On December 12, 1968, Bankhead died in St. Luke’s Hospital in Manhattan at 7:45 a.m., aged 66. The cause of death was pleural pneumonia, complicated by emphysema, malnutrition, and possibly a strain of the Hong Kong flu which was running worldwide at that time. Her last coherent words reportedly were, “Codeine … bourbon.”
Hattie McDaniel? The Hong Kong flu? Even her death was extravagant.
Well folks, my next post may be about how I had to quit Clark Gable for Cary Grant. Until next time!
Someone needs to do a movie about her! I bet it would be wildly entertaining, Sandee. Who is Hattie McDaniel? I will look her up. I hope you are feeling better.

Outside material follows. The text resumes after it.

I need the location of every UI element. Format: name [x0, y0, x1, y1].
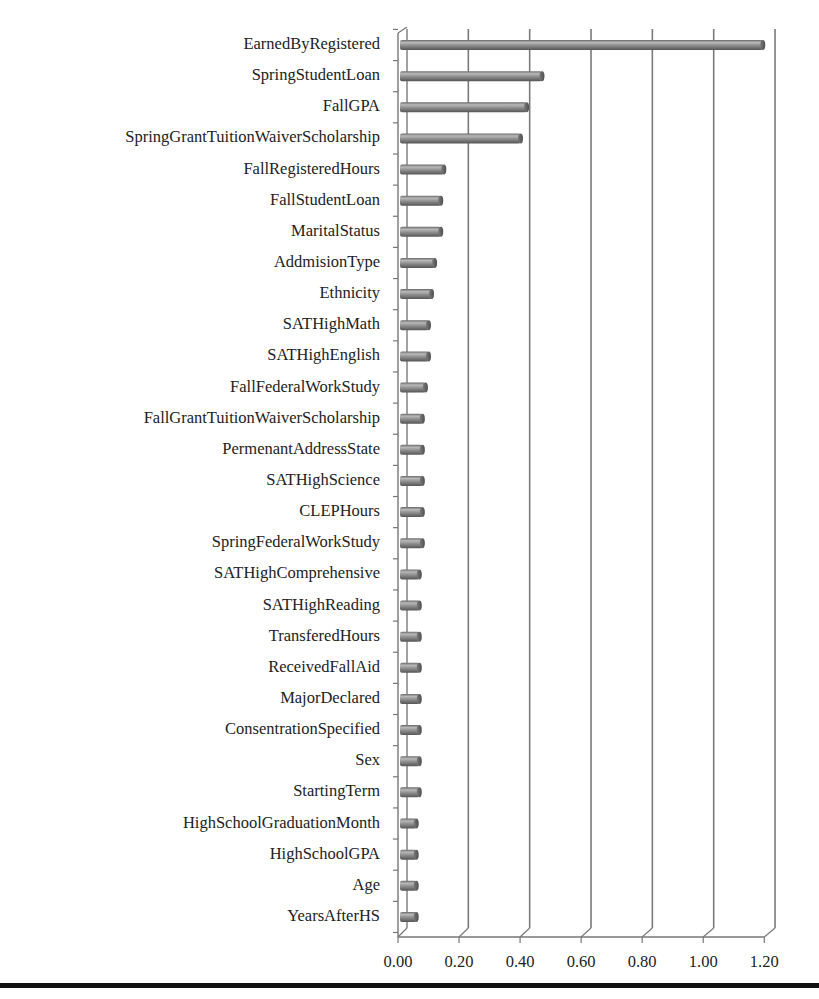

I know right?! It’s ridiculous that there hasn’t been a movie completely about her, though I think actors have played her in movies or in plays, however, if I’ve read correctly. I see you’ve discovered who Hattie McDaniel was — crazy right?!
And thanks, Amy, I am feeling much better!
Ah! Hattie won Best Supporting Actress for Gone with the Wind…
A life lived!
Amen!
About five years ago, Milton and I saw a hilarious play on Broadway called “Looped”. It starred Valerie Harper as Bankhead. It’s set in 1965 where she has to re-record one single line from “Die! Die! My Darling!” Bankhead is a total trainwreck and it takes forever to accomplish. That play was a blast and Valerie Harper was brilliant.
That’s right! — I did read about Valerie Harper playing her in a production! I’m glad to hear that Valerie Harper did a good job playing her.
You’re in good company with the flu. Milton and my sister have it, too. He’s been watching Hitchcock films for medicinal purpose.
I hope your sister and Milton heal up soon! ‘Tis the season, I suppose.
It sure is! I had it after Turkey Day. My colleague, Godsend, got it last month.
Oh yes! — and that Hitchcock — what a demon he was — funniest man on the planet — I love those little ‘asides’ he does on “Alfred Hitchcock Presents”, especially when he talks about the commercials — hahahaha! He cracks me up!
There needs to be a movie made about her. What a torrid tale that would make!
It makes me wonder if perhaps people suggested it, but maybe there were issues with making it — this one just seems like a no-brainer — she was so extreme and perfect for the subject of a dramatic production.
Probably many famous people out there who wouldn’t want their names mentioned in a film since they were probably up to mischief. 😉
Right, right — I forget how many people actually do care about their images.
She might be one of my new heroes.
Hahahaha!
I’m with Carrie on this! Interesting character, Sandee. So good to see you posting 🙂
Audra
I had no idea you’d changed the title of your blog! — I just hit ‘follow’! Yay! Thanks, Audra! Have a great rest of the week!
Oh, dang! She was quite the free spirit now wasn’t she?
Indeed she was, and a hedonist, as a friend of mine said — hahaha!
I’ve always thought of sex as simply being about friction, Sandee. In that context, does it really matter who the rub-er and who the rub-ee is? My one caveat, of course, is mutual consent. Who’s to say that bi- or ambi-sexual isn’t, in fact, our natural state and that society pushes us to conform to hetero or homo? xoxoxoM
“Rub-er” and “rub-ee”! — Hahahaha! — I never thought it should matter either! It scares me sometimes, even in contexts other than sexual, how easy it is to control people’s thought patterns — how the media and popular opinion pretty much can shape the way people think about themselves and life, etc. In the context of this post, I’m thinking of all the people who put themselves in a box sexually.
Or all the people who put themselves in a box not of their choosing. We forget…I’ve always known we’re kindred spirits! lol xoxoM
That makes me sad — I have met those people as well.
What a fabulous woman! I would have loved to have met her though i suspect she would have eaten me alive!
Hahahahaha! I looked at a couple of interviews with her and she did seem kind of fierce — she was something, that one!